February 2, 2014 What
I’ve been thinking a lot about lately is what defines success. About a
year ago, I left my job as an editorial assistant at HarperCollins
publishers when I accepted a position to teach English and coach squash
at the Hill School. Hill is a mid-sized independent school located
about 45 minutes northwest of Philadelphia.
I know this area well. I was born at the hospital at
the University of Pennsylvania. I grew up in a 200 year old farm house
in Chester County. I attended the Shipley School until I was fourteen.
I learned how to play squash at Berwyn Squash and Fitness. I am a
Philadelphia girl, through and through. Therefore, I know the truth
about scholastic squash in this zip code—it’s very good. The Hill
School is a member of two scholastic squash leagues: the Mid-Atlantic
Squash Association, which is basically an amalgamation of the Inter Ac
schools, a handful of public school, us and the Lawrenceville School.
The other league that we are a member of is the Mid-Atlantic Prep
League, which consists of Lawrenceville, Hill, Mercersberg, Blair,
Peddie, and Hun. I would guestimate that 80% of Hill’s schedule is
dictated by the Mid-Atlantic Squash Association.
My girls’ team at Hill is weak. We are not weak
because we do not work hard. We are not weak because we want to be. We
are weak because all of my players, except for two, learned to play
squash at the Hill School. Teams that fill the MASA include, Baldwin,
Germantown Friends School, William Penn Charter, and Episcopal Academy
to name just a few. If you look at the top division of the 2014 US High
School Nationals, you will see all of these teams list, one after the
other. Now when you look for the Hill School, you will have to scan
down toward the bottom. We are seeded at the top of division four, the
last division.
So this has been my challenge for this season: how
do I convince a group of smart, motivated young women to keep working
when they lose every match 9-0? Is success defined by a win/loss
record? If I showed you a video of all of my players, 1 through 9, from
two months ago, you would see the improvement. They don’t hit the ball
into the middle of the court anymore. They hit crisp drives into the
back corners. They volley (sometimes). They rarely serve out. But we’ve
only won two games all season.
Sometimes, when I’m depressed and frustrated, I
think that there’s no place for programs like mine in US Squash
anymore. In the 1970s and 80s, when hardball was still played in
America, the great players all went to boarding school. Demer Holleran
played for my alma mater, Phillips Exeter Academy, Garrett and Reade
Frank played for the Hill School, and John Musto played for St. Paul’s
School. Players could go to a boarding school, learn the game, and
become dominant enough to fill the rosters in the top university teams.
That’s not the case anymore. The best juniors are better suited to a
day school environment because they can leave school at 3:30 and go
train with a private coach. They don’t have Saturday classes to worry
about, so they can leave at will to go play in junior tournaments.
I lived in New York City for three years after I
graduated from college. While there, I was on the board of New York
Squash and was heavily involved with creating a city-wide doubles
league. I played every US Doubles Nationals I could manage to travel
to. Young women are not sticking with the game of squash. This became
painfully obvious to me while in New York. We often struggled to put
together a coherent women’s 5.0 singles league. When I traveled to the
Doubles Nationals in St. Louis last year, there were only three teams
in the women’s open division. Something is being lost in translation.
The women I played against at Exeter and Wellesley are giving up their
racquets. And it’s not because they’ve started families, or because
their jobs have become too consuming.
I believe that if we continue to squeeze the
programs like mine at Hill out of the conversation, the trend I saw as
a young woman in New York will continue to worsen. Squash, unlike
tennis, has a bad habit of forcing those who are not the best, out of
the game. We define success by National Championships, individual
titles, and who can stack their team with the most nationally ranked
players. But how many of those players are giving back to the game? How
many of them continue to play? What kind of a sports community are we
fostering? I believe that my team should enjoy the sport just as much
as anyone else. But working within the constraints that we have, I am
not sure that we will ever get to the level of our comrades in Newtown
Square, or in Bryn Mawr. And does that mean my players are any less
important? Or that they should just give up? I don’t think so. How do
we get these young women, who will not be national champions, to
continue playing? I don’t have the answer yet, but I’m working on
it.
Sarah Odell is an instructor of
English and the Director of Squash at the Hill School in Pottstown,
Pennsylvania.
What's On My
Mind is a column by rotating authors.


* _EXERCISE AIM_: Exact copy, no pictures: return all the records as they stand.

* _DATA_:
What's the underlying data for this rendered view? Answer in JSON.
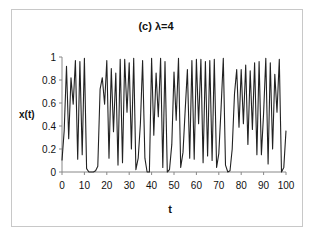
{
  "chart_data": {
    "type": "line",
    "title": "(c) λ=4",
    "xlabel": "t",
    "ylabel": "x(t)",
    "xlim": [
      0,
      100
    ],
    "ylim": [
      0,
      1
    ],
    "xticks": [
      0,
      10,
      20,
      30,
      40,
      50,
      60,
      70,
      80,
      90,
      100
    ],
    "yticks": [
      0,
      0.2,
      0.4,
      0.6,
      0.8,
      1
    ],
    "ytick_labels": [
      "0",
      "0.2",
      "0.4",
      "0.6",
      "0.8",
      "1"
    ],
    "grid": false,
    "legend": null,
    "series": [
      {
        "name": "x(t)",
        "color": "#222222",
        "x": [
          0,
          1,
          2,
          3,
          4,
          5,
          6,
          7,
          8,
          9,
          10,
          11,
          12,
          13,
          14,
          15,
          16,
          17,
          18,
          19,
          20,
          21,
          22,
          23,
          24,
          25,
          26,
          27,
          28,
          29,
          30,
          31,
          32,
          33,
          34,
          35,
          36,
          37,
          38,
          39,
          40,
          41,
          42,
          43,
          44,
          45,
          46,
          47,
          48,
          49,
          50,
          51,
          52,
          53,
          54,
          55,
          56,
          57,
          58,
          59,
          60,
          61,
          62,
          63,
          64,
          65,
          66,
          67,
          68,
          69,
          70,
          71,
          72,
          73,
          74,
          75,
          76,
          77,
          78,
          79,
          80,
          81,
          82,
          83,
          84,
          85,
          86,
          87,
          88,
          89,
          90,
          91,
          92,
          93,
          94,
          95,
          96,
          97,
          98,
          99,
          100
        ],
        "values": [
          0.1,
          0.36,
          0.92,
          0.29,
          0.82,
          0.59,
          0.97,
          0.11,
          0.96,
          0.15,
          0.99,
          0.03,
          0.0,
          0.0,
          0.0,
          0.01,
          0.05,
          0.72,
          0.82,
          0.59,
          0.97,
          0.12,
          0.9,
          0.35,
          0.86,
          0.06,
          0.98,
          0.08,
          0.98,
          0.52,
          0.95,
          0.2,
          0.99,
          0.02,
          0.12,
          0.42,
          0.97,
          0.12,
          0.0,
          0.0,
          0.99,
          0.32,
          0.86,
          0.48,
          0.99,
          0.04,
          0.96,
          0.0,
          0.02,
          0.24,
          0.87,
          0.45,
          0.99,
          0.04,
          0.17,
          0.54,
          0.89,
          0.12,
          0.97,
          0.11,
          0.98,
          0.42,
          0.98,
          0.08,
          0.96,
          0.14,
          0.97,
          0.1,
          0.98,
          0.04,
          0.16,
          0.54,
          0.99,
          0.06,
          0.0,
          0.01,
          0.2,
          0.68,
          0.89,
          0.39,
          0.89,
          0.42,
          0.93,
          0.24,
          0.88,
          0.37,
          0.95,
          0.15,
          0.96,
          0.15,
          0.51,
          0.99,
          0.07,
          0.95,
          0.2,
          0.85,
          0.52,
          0.98,
          0.0,
          0.04,
          0.36
        ]
      }
    ]
  }
}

* _COMPLETED EXERCISE_:
What's the underlying data for this rendered view? Answer in JSON.
{
  "chart_data": {
    "type": "line",
    "title": "(c) λ=4",
    "xlabel": "t",
    "ylabel": "x(t)",
    "xlim": [
      0,
      100
    ],
    "ylim": [
      0,
      1
    ],
    "xticks": [
      0,
      10,
      20,
      30,
      40,
      50,
      60,
      70,
      80,
      90,
      100
    ],
    "yticks": [
      0,
      0.2,
      0.4,
      0.6,
      0.8,
      1
    ],
    "ytick_labels": [
      "0",
      "0.2",
      "0.4",
      "0.6",
      "0.8",
      "1"
    ],
    "grid": false,
    "legend": null,
    "series": [
      {
        "name": "x(t)",
        "color": "#222222",
        "x": [
          0,
          1,
          2,
          3,
          4,
          5,
          6,
          7,
          8,
          9,
          10,
          11,
          12,
          13,
          14,
          15,
          16,
          17,
          18,
          19,
          20,
          21,
          22,
          23,
          24,
          25,
          26,
          27,
          28,
          29,
          30,
          31,
          32,
          33,
          34,
          35,
          36,
          37,
          38,
          39,
          40,
          41,
          42,
          43,
          44,
          45,
          46,
          47,
          48,
          49,
          50,
          51,
          52,
          53,
          54,
          55,
          56,
          57,
          58,
          59,
          60,
          61,
          62,
          63,
          64,
          65,
          66,
          67,
          68,
          69,
          70,
          71,
          72,
          73,
          74,
          75,
          76,
          77,
          78,
          79,
          80,
          81,
          82,
          83,
          84,
          85,
          86,
          87,
          88,
          89,
          90,
          91,
          92,
          93,
          94,
          95,
          96,
          97,
          98,
          99,
          100
        ],
        "values": [
          0.1,
          0.36,
          0.92,
          0.29,
          0.82,
          0.59,
          0.97,
          0.11,
          0.96,
          0.15,
          0.99,
          0.03,
          0.0,
          0.0,
          0.0,
          0.01,
          0.05,
          0.72,
          0.82,
          0.59,
          0.97,
          0.12,
          0.9,
          0.35,
          0.86,
          0.06,
          0.98,
          0.08,
          0.98,
          0.52,
          0.95,
          0.2,
          0.99,
          0.02,
          0.12,
          0.42,
          0.97,
          0.12,
          0.0,
          0.0,
          0.99,
          0.32,
          0.86,
          0.48,
          0.99,
          0.04,
          0.96,
          0.0,
          0.02,
          0.24,
          0.87,
          0.45,
          0.99,
          0.04,
          0.17,
          0.54,
          0.89,
          0.12,
          0.97,
          0.11,
          0.98,
          0.42,
          0.98,
          0.08,
          0.96,
          0.14,
          0.97,
          0.1,
          0.98,
          0.04,
          0.16,
          0.54,
          0.99,
          0.06,
          0.0,
          0.01,
          0.2,
          0.68,
          0.89,
          0.39,
          0.89,
          0.42,
          0.93,
          0.24,
          0.88,
          0.37,
          0.95,
          0.15,
          0.96,
          0.15,
          0.51,
          0.99,
          0.07,
          0.95,
          0.2,
          0.85,
          0.52,
          0.98,
          0.0,
          0.04,
          0.36
        ]
      }
    ]
  }
}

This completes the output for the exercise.